A London Startup Called Squeaky Offers SMEs Cheap Green Energy

by | Feb 28, 2017

When Google decided to shift to 100 percent renewable energy back in 2010, the search giant began negotiating deals directly with wind and solar farms. Now, a London-based startup called Squeaky is offering to smooth the way for small businesses that want to do the same thing at a lesser scale, according to a February 23 report by Fast Company’s Co.Exist: Business owners can choose a wind farm to support, and then start buying renewable electricity at the same price they were paying for energy from fossil fuels.

In the past, Squeaky Founder and Managing Director Chris Bowden told the business magazine, buying directly from a clean energy generator in the local area was not an option for small and medium enterprises (SMEs).

But in 2007, he and his team had “a big idea” that they thought could change the way in which commercial customers buy energy.

“The U.K. supply market is dominated by six very large integrated suppliers, and, typically, they haven’t offered a renewable tariff because they are primarily fossil fuel generators, so it’s pretty difficult for them to allocate specific renewable generation from their portfolio to specific customer supply,” explained Bowden, who has 27 years of energy industry experience – most recently at Spenceram (an energy management service) and Utiliyx (an energy portfolio manager).

Indeed, he claims, “Squeaky is the first platform for growing businesses to buy direct from renewable energy generators, opening up access that has previously only been available to large businesses able to negotiate major contracts. We provide the infrastructure for generators and aggregators to supply business customers directly in an efficient, cost-effective way using a unique combination of know-how, software and contracts.”

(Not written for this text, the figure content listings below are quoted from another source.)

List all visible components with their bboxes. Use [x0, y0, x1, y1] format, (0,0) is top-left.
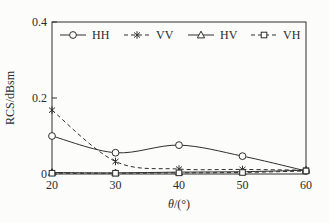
series-vh-marker-glyph: [240, 170, 246, 176]
x-tick-label: 40: [173, 178, 185, 192]
series-vh-marker: [176, 170, 182, 176]
y-tick-label: 0.4: [32, 15, 47, 29]
series-vh-marker: [240, 170, 246, 176]
series-hh-marker-glyph: [112, 149, 119, 156]
series-vh-marker: [303, 168, 309, 174]
legend-label-hh: HH: [92, 28, 110, 42]
legend-marker-vh: [261, 32, 267, 38]
series-vh-marker: [113, 170, 119, 176]
legend-item-hv: HV: [188, 28, 238, 42]
series-hh-marker: [49, 133, 56, 140]
series-hh-marker-glyph: [49, 133, 56, 140]
legend-label-hv: HV: [220, 28, 238, 42]
series-vh-marker-glyph: [113, 170, 119, 176]
x-tick-label: 30: [110, 178, 122, 192]
series-vh-marker-glyph: [49, 170, 55, 176]
legend-marker-hh-glyph: [70, 32, 77, 39]
y-tick-label: 0.2: [32, 91, 47, 105]
series-vh-marker-glyph: [176, 170, 182, 176]
y-axis-label: RCS/dBsm: [3, 70, 17, 125]
x-tick-label: 20: [46, 178, 58, 192]
figure-rcs-vs-theta: 00.20.42030405060RCS/dBsmθ/(°)HHVVHVVH: [0, 0, 329, 223]
series-vh-marker-glyph: [303, 168, 309, 174]
legend-item-vh: VH: [251, 28, 301, 42]
series-hh-marker: [239, 153, 246, 160]
legend-item-hh: HH: [60, 28, 110, 42]
series-vv-line: [52, 110, 306, 170]
series-hh-marker-glyph: [239, 153, 246, 160]
rcs-chart: 00.20.42030405060RCS/dBsmθ/(°)HHVVHVVH: [0, 0, 329, 223]
series-hh-marker: [176, 142, 183, 149]
series-hh-marker-glyph: [176, 142, 183, 149]
legend-label-vh: VH: [283, 28, 301, 42]
series-vv-marker: [49, 106, 55, 114]
legend-marker-hh: [70, 32, 77, 39]
x-tick-label: 50: [237, 178, 249, 192]
legend-label-vv: VV: [156, 28, 174, 42]
legend-item-vv: VV: [124, 28, 174, 42]
plot-frame: [52, 22, 306, 174]
legend-marker-vh-glyph: [261, 32, 267, 38]
x-tick-label: 60: [300, 178, 312, 192]
series-vv-marker: [113, 158, 119, 166]
series-hh-marker: [112, 149, 119, 156]
series-vh-marker: [49, 170, 55, 176]
x-axis-label: θ/(°): [168, 197, 190, 211]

And Squeaky does not charge a premium. Its site asserts:”Most suppliers charge extra for green electricity. There is no valid reason for this, if you buy directly from the generator.”

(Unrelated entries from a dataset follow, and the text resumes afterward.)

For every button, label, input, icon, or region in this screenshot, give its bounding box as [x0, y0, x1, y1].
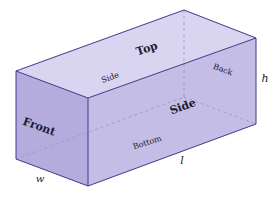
label-width: w: [36, 173, 45, 184]
label-height: h: [261, 72, 268, 85]
label-length: l: [180, 154, 184, 167]
box-diagram: Top Side Back Front Side Bottom h l w: [0, 0, 279, 197]
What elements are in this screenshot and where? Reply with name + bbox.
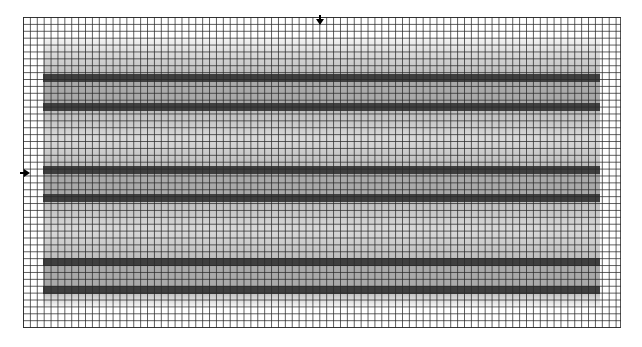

 “The typical margin between a generator and customer might be 20 percent to 50 percent, depending on the size of the transaction – and much of this margin is lost on intermediaries, credit costs, trading costs, and high-legacy industry costs, including inefficient systems and processes,” Bowen told Fast Company. “Squeaky is able to cut this margin in half so both sides benefit.”

Customers can choose to buy electricity from a specific wind or solar farm and pay just for the amount of energy they use. Squeaky plans to begin to use blockchain technology to track the energy supplied on the platform.

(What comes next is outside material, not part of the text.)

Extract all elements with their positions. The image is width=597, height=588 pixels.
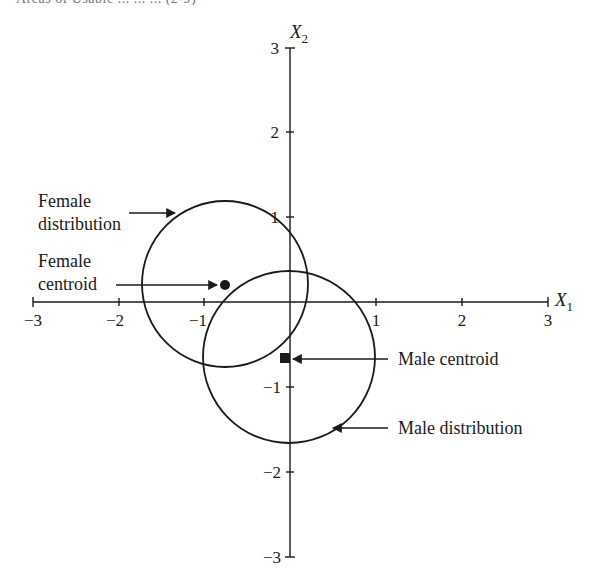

If a particular wind farm isn’t generating enough energy at the time that it’s needed, the platform automatically sources it from another generator. The startup currently works with five wind farms and one solar farm, the magazine said. If it needs more supply, it also has a partnership with Europe’s largest renewable generator, which uses sources such as hydropower.

“We install smart meters as standard for all our customers so we have the data to enable us to predict these pinch points, and in time we plan to introduce battery storage into some of our customers’ premises to cover these gaps in supply, and also coordinate generation and supply on the platform,” said Bowden.

“Fifteen years ago, when 50 power stations in the U.K. supplied nearly all of the [nation’s] electricity needs, Squeaky couldn’t have existed, but now there are a few thousand distributed generators, so you now have the building blocks of a true marketplace,” he told the news outlet.